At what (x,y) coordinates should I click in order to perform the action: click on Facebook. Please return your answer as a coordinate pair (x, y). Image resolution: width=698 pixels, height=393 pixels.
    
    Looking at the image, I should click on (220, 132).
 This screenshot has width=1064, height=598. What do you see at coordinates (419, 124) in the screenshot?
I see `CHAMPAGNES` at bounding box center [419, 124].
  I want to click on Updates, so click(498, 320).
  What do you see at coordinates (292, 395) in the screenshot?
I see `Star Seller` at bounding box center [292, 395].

----

**WORK REQUEST:**
All entries above must be reproduced without a single change.

**EXERCISE SOLUTION:**
At what (x,y) coordinates should I click in order to perform the action: click on Facebook. Please return your answer as a coordinate pair (x, y). Image resolution: width=698 pixels, height=393 pixels.
    
    Looking at the image, I should click on (220, 132).
 This screenshot has width=1064, height=598. What do you see at coordinates (419, 124) in the screenshot?
I see `CHAMPAGNES` at bounding box center [419, 124].
  I want to click on Updates, so click(498, 320).
  What do you see at coordinates (292, 395) in the screenshot?
I see `Star Seller` at bounding box center [292, 395].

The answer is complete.